In desperation, she went to Linda Timm, vice president of Student Affairs at Saint Mary's.

"Dr. Timm helped me so much," Kelly said. "She was amazing. I also spoke with Father [Mark] Poorman [vice president of Student Affairs at Notre Dame], who said he was sorry. He hoped that I would seek pastoral help. But I still wasn't satisfied. I still felt a lot of guilt. I was drinking that night I got in his car."

Her turning point came that fall break when she was in a serious car accident.

"It was a legitimate way for me to die," Kelly said. "I realized then that I was there for a reason. I could get better. I needed someone to tell me I wasn't to blame, I was okay. I started to realize that I wasn't alone, that God was there to protect me."

While Kelly did write an anonymous letter to The Observer last year, she felt that wasn't enough. She spoke to Regina Hall students in an effort to educate students to the fact that they were not alone.

"One of the main things I want to go over is the fact that 1 in 4 women in their lifetime will be raped," Kelly said. "It's not just a statistic."
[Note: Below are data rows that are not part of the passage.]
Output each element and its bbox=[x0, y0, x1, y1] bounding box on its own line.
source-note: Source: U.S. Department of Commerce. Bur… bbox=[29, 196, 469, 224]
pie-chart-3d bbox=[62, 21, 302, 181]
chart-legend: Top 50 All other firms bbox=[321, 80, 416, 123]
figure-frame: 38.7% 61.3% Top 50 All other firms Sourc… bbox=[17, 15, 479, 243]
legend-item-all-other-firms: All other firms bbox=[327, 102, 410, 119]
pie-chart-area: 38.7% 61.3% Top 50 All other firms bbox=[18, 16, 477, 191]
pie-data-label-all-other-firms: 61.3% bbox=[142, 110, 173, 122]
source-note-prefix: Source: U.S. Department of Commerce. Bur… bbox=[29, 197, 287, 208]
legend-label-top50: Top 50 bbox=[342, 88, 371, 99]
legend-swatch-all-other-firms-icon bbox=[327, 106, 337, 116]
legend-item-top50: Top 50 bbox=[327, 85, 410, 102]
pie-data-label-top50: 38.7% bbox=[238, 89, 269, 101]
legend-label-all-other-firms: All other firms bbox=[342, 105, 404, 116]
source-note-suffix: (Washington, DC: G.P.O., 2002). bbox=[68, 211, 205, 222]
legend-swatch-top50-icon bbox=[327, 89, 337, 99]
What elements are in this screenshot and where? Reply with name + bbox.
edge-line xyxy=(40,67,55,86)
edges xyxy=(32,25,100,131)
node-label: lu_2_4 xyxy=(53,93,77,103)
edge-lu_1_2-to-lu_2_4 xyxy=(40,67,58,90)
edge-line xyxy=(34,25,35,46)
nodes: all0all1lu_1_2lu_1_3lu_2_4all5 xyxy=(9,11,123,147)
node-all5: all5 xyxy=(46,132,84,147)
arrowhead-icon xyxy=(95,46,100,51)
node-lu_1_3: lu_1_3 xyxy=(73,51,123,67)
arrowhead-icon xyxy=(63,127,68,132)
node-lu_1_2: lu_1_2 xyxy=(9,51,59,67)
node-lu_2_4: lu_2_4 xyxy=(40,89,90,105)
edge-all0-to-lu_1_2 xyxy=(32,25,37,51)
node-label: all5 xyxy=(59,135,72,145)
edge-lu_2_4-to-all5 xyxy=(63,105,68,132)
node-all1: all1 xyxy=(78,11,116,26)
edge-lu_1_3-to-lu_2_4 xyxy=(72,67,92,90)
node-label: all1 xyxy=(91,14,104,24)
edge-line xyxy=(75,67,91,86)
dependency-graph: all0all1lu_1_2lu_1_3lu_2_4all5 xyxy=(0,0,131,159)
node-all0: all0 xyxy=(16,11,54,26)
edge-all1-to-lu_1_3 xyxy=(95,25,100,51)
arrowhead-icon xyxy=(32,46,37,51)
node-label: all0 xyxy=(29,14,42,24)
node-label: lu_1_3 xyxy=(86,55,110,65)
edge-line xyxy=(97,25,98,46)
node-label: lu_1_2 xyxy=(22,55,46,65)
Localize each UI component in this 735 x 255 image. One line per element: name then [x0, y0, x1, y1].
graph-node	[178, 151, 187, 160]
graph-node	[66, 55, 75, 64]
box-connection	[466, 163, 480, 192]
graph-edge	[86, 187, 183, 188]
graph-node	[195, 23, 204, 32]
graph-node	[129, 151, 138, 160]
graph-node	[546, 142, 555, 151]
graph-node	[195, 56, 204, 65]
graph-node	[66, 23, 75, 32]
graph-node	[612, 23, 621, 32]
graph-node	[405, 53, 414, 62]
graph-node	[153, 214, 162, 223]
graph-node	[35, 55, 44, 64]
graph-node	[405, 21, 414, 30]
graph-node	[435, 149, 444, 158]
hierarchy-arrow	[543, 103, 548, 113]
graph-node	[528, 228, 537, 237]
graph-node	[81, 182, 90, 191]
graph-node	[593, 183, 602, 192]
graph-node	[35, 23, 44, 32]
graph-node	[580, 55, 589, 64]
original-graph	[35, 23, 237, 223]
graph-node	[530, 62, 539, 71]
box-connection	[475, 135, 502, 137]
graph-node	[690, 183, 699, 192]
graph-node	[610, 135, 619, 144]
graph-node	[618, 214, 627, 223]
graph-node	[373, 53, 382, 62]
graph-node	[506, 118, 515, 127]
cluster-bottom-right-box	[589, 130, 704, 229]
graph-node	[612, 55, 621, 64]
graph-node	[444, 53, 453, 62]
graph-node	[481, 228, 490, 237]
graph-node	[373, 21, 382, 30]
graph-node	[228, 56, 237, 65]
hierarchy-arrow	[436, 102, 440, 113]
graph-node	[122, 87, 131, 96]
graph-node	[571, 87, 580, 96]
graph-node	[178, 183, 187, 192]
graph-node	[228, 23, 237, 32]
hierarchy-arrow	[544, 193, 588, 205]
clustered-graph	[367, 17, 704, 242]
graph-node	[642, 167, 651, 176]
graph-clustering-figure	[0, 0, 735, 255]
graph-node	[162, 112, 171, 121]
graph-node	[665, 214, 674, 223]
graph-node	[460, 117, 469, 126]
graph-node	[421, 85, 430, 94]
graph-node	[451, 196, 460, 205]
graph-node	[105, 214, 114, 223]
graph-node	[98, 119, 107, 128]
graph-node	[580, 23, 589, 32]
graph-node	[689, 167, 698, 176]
Kelly also advised her audience to go to the clinic immediately and to get help. Kelly herself took a shower and did not go to the clinic, and thus had no physical evidence to prove her case to outside authorities.

"There are so many places you can go to get help," Kelly said. "If anything ever happens, just go to the clinic. And if it happens to your friends you have to support them, to believe in them. Most women who come forward are not lying. If they won't go, you go yourself to get help. It's a lot for you to deal with."

Although she did not get the result she wanted from the ResLife hearing, she was grateful that they heard her case.

"Technically they don't have to hear [Saint Mary's] cases," Kelly said.